I am glad to report that the Hawksbill Project has been very productive this summer! As was detailed in the previous post, any opportunity to retrieve and reuse a satellite transmitter from one of our study turtles is very beneficial (both data-wise and expense-wise), and we were fortunate enough, after a number of searches, to come across two more units that had been deployed since late July 2012, carried by two of the familiar young hawksbills living on different but nearby portions of the “Breakers” reef tract (see photo). It’s great to get full compliments of data concerning the movements and dive behaviors of these young hawksbills for a whole year! Really great information, and though its a lot of work to organize it all, the results and reports are slowly coming together, and I’m looking forward to presenting them.
Most interesting I think is the close relationship these young turtles maintain with relatively small sections of the reef environment. Rather than foraging far and wide for resources, these individuals prefer to stick very close to a home-base, and repeatedly explore relatively small areas of reef for what may be more than a decade. Not only does this behavior help us gauge the overall resource availability in this habitat for young hawksbills, it also reveals where the most productive patches of reef, from the turtle’s perspective, are located. The data we collect from the transmitters help reconstruct otherwise unseen patterns of movement and behavior, and bring us one step closer to understanding what features of Palm Beach County’s reefs are particularly important to hawksbill turtles, and how we might be able keep them that way.
I was also able to re-deploy one of the previous transmitters on a ‘new’ turtle, this time at the Corridor site just NE of the Lake Worth Inlet. Now known as Amelia (see photo, on blue tarp), this is the second individual found at that dive site to carry a transmitter, and the 6th one all together in the larger study site. This deployment completes this phase of the study, and I look forward to expanding the tracking effort to both additional locations and additional size-classes, particularly the adults that are seen on the deeper reefs of northern Palm Beach County.
Many thanks go to Nikole Ordway and the Hammerhead Dive Club/ Force-E Dive Shop, Pura Vida Dive Shop, Narcosis Divers, and Jim Abernethy’s Scuba Adventures for their continued support to help raise funds and awareness, and of course to get me where I need to go out there to find the turtles!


> Task: The output should be all lines of the entries below in which the word "data" occurs.
⟨
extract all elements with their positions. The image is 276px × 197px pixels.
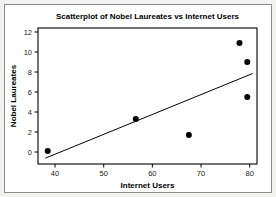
data-point[interactable] xyxy=(133,116,139,122)
y-tick-label: 12 xyxy=(24,28,32,37)
y-tick-label: 6 xyxy=(28,88,32,97)
data-point[interactable] xyxy=(244,59,250,65)
figure-root: Scatterplot of Nobel Laureates vs Intern… xyxy=(0,0,276,197)
regression-line xyxy=(45,74,252,159)
x-tick-label: 80 xyxy=(246,169,254,178)
y-tick-label: 2 xyxy=(28,128,32,137)
y-axis-title: Nobel Laureates xyxy=(9,64,18,127)
plot-content xyxy=(45,40,253,158)
x-tick-label: 70 xyxy=(197,169,205,178)
scatterplot-chart: Scatterplot of Nobel Laureates vs Intern… xyxy=(5,5,271,192)
y-tick-label: 10 xyxy=(24,48,32,57)
x-tick-label: 50 xyxy=(100,169,108,178)
figure-frame: Scatterplot of Nobel Laureates vs Intern… xyxy=(4,4,272,193)
data-point[interactable] xyxy=(236,40,242,46)
chart-title: Scatterplot of Nobel Laureates vs Intern… xyxy=(56,12,240,21)
y-tick-label: 4 xyxy=(28,108,32,117)
plot-frame xyxy=(38,28,257,164)
data-point[interactable] xyxy=(244,94,250,100)
y-tick-label: 0 xyxy=(28,148,32,157)
data-point[interactable] xyxy=(45,148,51,154)
y-tick-label: 8 xyxy=(28,68,32,77)
x-tick-label: 40 xyxy=(51,169,59,178)
x-axis-title: Internet Users xyxy=(121,181,175,190)
x-tick-label: 60 xyxy=(148,169,156,178)
data-point[interactable] xyxy=(186,132,192,138)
⟩
> Written answer:
data-point[interactable] xyxy=(133,116,139,122)
data-point[interactable] xyxy=(244,59,250,65)
data-point[interactable] xyxy=(236,40,242,46)
data-point[interactable] xyxy=(244,94,250,100)
data-point[interactable] xyxy=(45,148,51,154)
data-point[interactable] xyxy=(186,132,192,138)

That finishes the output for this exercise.